Do I want to hold feminists to a higher standard of behaviour? I guess I do but for the same reason I'd expect a religious person to posess higher morals or a policeman to act in a more law abiding manner. I realise the feminist movement is a political one so I won't even try to compare my expectations of how politicians should behave Smile. I genuinely believe in equality and I would be most dissapointed with myself if I chaired a meeting at work and didn't give a female colleague her fair time on the floor, shut her out, disregarded her views, belittled her contribution, respected her views or challenge anyone that attempted to do any of these things. To me it's a simple case of practising what you preach although I completely understand if you don't see it the same way.

But as per Exotic, I'll be making my way and will return to lurking. All the best {smile]

moonbells · 27/02/2013 12:47

OK.

I'm a F/T working mum who chose to go back when her DS was less than a year old.

At the time, DH had no work, but because he was looking for it, going to interviews etc he couldn't commit to childcare. He is a contractor so is sometimes working, sometimes not. I'm permanent, so we can't afford for me to not work as it's our only guaranteed income (such as anything is "guaranteed" in this climate). We have no family help (all parents very elderly and hundreds of miles away). So not much of a choice really!

DS went to a nursery F/T. The current cost of this nursery is over a thousand a month. Even with the free hours and childcare vouchers after he was 3, we still paid out more than our mortgage every month.

We decided early on that we could only afford one child because of all this. He's now at school and logistics are even worse. Holiday childcare is a nightmare and schools close earlier than the nursery did, even with breakfast and teatime clubs. (How we deal with this problem while spending as many hours as possible with DS is another ongoing issue and irrelevant here unless I want to open yet another can of worms!)

So if this is a major logistical struggle for us, with me working at a well-paid job and DH sporadically (and often in other cities, so guess who has to do the school runs?), and only one child, how on earth are women expected to burn the midnight oil that political/judicial/business careers seems to demand?

Oh yes, no children. Or a nanny.

My SIL chose the former. She's an exec. in a global company. Half the time she's in China negotiating something or other. But totally incompatible with having children.

If economic recovery is going to happen, then someone is going to have to come up with a viable non-complex childcare option. Not just early years, or else they'll have the stupid situation of having working mums for first 5 years who then have to give up so they can do the school runs, as firms not surprisingly expect F/T workers to be there after 3pm. No wonder we don't have many board level women.

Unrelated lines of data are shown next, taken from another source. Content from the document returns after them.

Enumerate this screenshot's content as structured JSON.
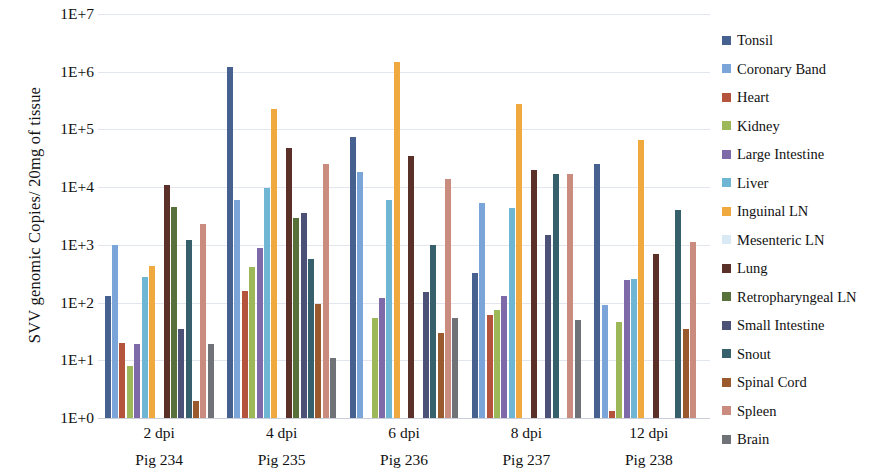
{
  "chart_data": {
    "type": "bar",
    "title": "",
    "xlabel": "",
    "ylabel": "SVV genomic  Copies/ 20mg of tissue",
    "yscale": "log",
    "ylim": [
      1,
      10000000
    ],
    "ytick_labels": [
      "1E+7",
      "1E+6",
      "1E+5",
      "1E+4",
      "1E+3",
      "1E+2",
      "1E+1",
      "1E+0"
    ],
    "ytick_values": [
      10000000,
      1000000,
      100000,
      10000,
      1000,
      100,
      10,
      1
    ],
    "grid": true,
    "legend_position": "right",
    "categories": [
      "Pig 234",
      "Pig 235",
      "Pig 236",
      "Pig 237",
      "Pig 238"
    ],
    "category_sublabels": [
      "2 dpi",
      "4 dpi",
      "6 dpi",
      "8 dpi",
      "12 dpi"
    ],
    "series": [
      {
        "name": "Tonsil",
        "color": "#46608f",
        "values": [
          130,
          1200000,
          75000,
          330,
          25000
        ]
      },
      {
        "name": "Coronary Band",
        "color": "#7ba4d9",
        "values": [
          1000,
          6000,
          18000,
          5300,
          90
        ]
      },
      {
        "name": "Heart",
        "color": "#b4543c",
        "values": [
          20,
          160,
          0,
          60,
          1.3
        ]
      },
      {
        "name": "Kidney",
        "color": "#9cb858",
        "values": [
          8,
          420,
          55,
          75,
          46
        ]
      },
      {
        "name": "Large Intestine",
        "color": "#7e6aa8",
        "values": [
          19,
          900,
          120,
          130,
          250
        ]
      },
      {
        "name": "Liver",
        "color": "#6fb6d4",
        "values": [
          280,
          9500,
          6000,
          4400,
          260
        ]
      },
      {
        "name": "Inguinal LN",
        "color": "#f0a93e",
        "values": [
          430,
          230000,
          1500000,
          280000,
          65000
        ]
      },
      {
        "name": "Mesenteric LN",
        "color": "#daeaf5",
        "values": [
          0,
          0,
          0,
          0,
          0
        ]
      },
      {
        "name": "Lung",
        "color": "#5a3028",
        "values": [
          11000,
          48000,
          35000,
          20000,
          700
        ]
      },
      {
        "name": "Retropharyngeal LN",
        "color": "#58703a",
        "values": [
          4500,
          2900,
          0,
          0,
          0
        ]
      },
      {
        "name": "Small Intestine",
        "color": "#4c5277",
        "values": [
          35,
          3500,
          150,
          1500,
          0
        ]
      },
      {
        "name": "Snout",
        "color": "#36606b",
        "values": [
          1200,
          560,
          1000,
          17000,
          4000
        ]
      },
      {
        "name": "Spinal Cord",
        "color": "#9a5a2d",
        "values": [
          2,
          95,
          30,
          0,
          35
        ]
      },
      {
        "name": "Spleen",
        "color": "#c98c7e",
        "values": [
          2300,
          25000,
          14000,
          17000,
          1100
        ]
      },
      {
        "name": "Brain",
        "color": "#6f7277",
        "values": [
          19,
          11,
          55,
          50,
          0
        ]
      }
    ]
  },
  "axis": {
    "y_title": "SVV genomic  Copies/ 20mg of tissue",
    "y_ticks": [
      "1E+7",
      "1E+6",
      "1E+5",
      "1E+4",
      "1E+3",
      "1E+2",
      "1E+1",
      "1E+0"
    ],
    "x_groups": [
      {
        "dpi": "2 dpi",
        "pig": "Pig 234"
      },
      {
        "dpi": "4 dpi",
        "pig": "Pig 235"
      },
      {
        "dpi": "6 dpi",
        "pig": "Pig 236"
      },
      {
        "dpi": "8 dpi",
        "pig": "Pig 237"
      },
      {
        "dpi": "12 dpi",
        "pig": "Pig 238"
      }
    ]
  },
  "legend": {
    "items": [
      {
        "label": "Tonsil",
        "color": "#46608f"
      },
      {
        "label": "Coronary Band",
        "color": "#7ba4d9"
      },
      {
        "label": "Heart",
        "color": "#b4543c"
      },
      {
        "label": "Kidney",
        "color": "#9cb858"
      },
      {
        "label": "Large Intestine",
        "color": "#7e6aa8"
      },
      {
        "label": "Liver",
        "color": "#6fb6d4"
      },
      {
        "label": "Inguinal LN",
        "color": "#f0a93e"
      },
      {
        "label": "Mesenteric LN",
        "color": "#daeaf5"
      },
      {
        "label": "Lung",
        "color": "#5a3028"
      },
      {
        "label": "Retropharyngeal LN",
        "color": "#58703a"
      },
      {
        "label": "Small Intestine",
        "color": "#4c5277"
      },
      {
        "label": "Snout",
        "color": "#36606b"
      },
      {
        "label": "Spinal Cord",
        "color": "#9a5a2d"
      },
      {
        "label": "Spleen",
        "color": "#c98c7e"
      },
      {
        "label": "Brain",
        "color": "#6f7277"
      }
    ]
  }
}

AbigailAdams · 27/02/2013 13:04

But Flora didn't feel she held a higher view than exoticfruits. And nor was she belittling or demeaning her. Exoticfruits has just been repeating the same thing over and over again, which is tedious. And she has certainly had her fair time on the floor. I can't believe you think she hasn't. Her views haven't been disregarded they have just been disagreed with. Something we are allowed to do. Flora has spent a lot of time trying to engage with exoticfruits. The lack of engagement hasn't been from her side.

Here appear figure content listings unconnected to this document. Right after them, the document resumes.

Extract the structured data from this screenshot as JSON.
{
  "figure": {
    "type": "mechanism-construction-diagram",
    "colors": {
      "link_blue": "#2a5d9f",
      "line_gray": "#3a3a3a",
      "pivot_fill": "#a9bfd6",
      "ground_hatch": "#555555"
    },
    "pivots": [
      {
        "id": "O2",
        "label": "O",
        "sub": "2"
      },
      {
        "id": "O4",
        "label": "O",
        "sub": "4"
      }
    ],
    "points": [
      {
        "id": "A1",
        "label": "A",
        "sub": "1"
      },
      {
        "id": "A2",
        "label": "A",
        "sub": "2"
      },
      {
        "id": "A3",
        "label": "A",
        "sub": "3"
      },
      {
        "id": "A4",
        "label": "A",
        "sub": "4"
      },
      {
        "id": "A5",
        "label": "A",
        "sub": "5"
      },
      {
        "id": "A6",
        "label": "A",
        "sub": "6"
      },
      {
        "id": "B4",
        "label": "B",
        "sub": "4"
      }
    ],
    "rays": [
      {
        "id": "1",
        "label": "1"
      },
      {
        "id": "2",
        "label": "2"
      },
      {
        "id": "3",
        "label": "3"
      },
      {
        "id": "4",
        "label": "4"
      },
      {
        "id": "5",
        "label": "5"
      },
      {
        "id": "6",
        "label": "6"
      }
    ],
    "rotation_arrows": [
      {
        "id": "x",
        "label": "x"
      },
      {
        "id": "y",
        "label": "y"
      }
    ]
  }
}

And you don't seem to have a reason for holding feminists to a higher standard other than you hold other groups to a higher standard Confused Rightho. Feminism is about trying to rid ourselves of the patriarchy or equality or whatever your view on it. It isn't about being polite to all and sundry. An expectation that women should be polite and nice is very patriarchal. Being angry and frustrated, not really allowed. Put it this way on another forum if it was a man who had said that you wouldn't have thought he was responsible for how men were viewed. You might have said he was rude but not the rest.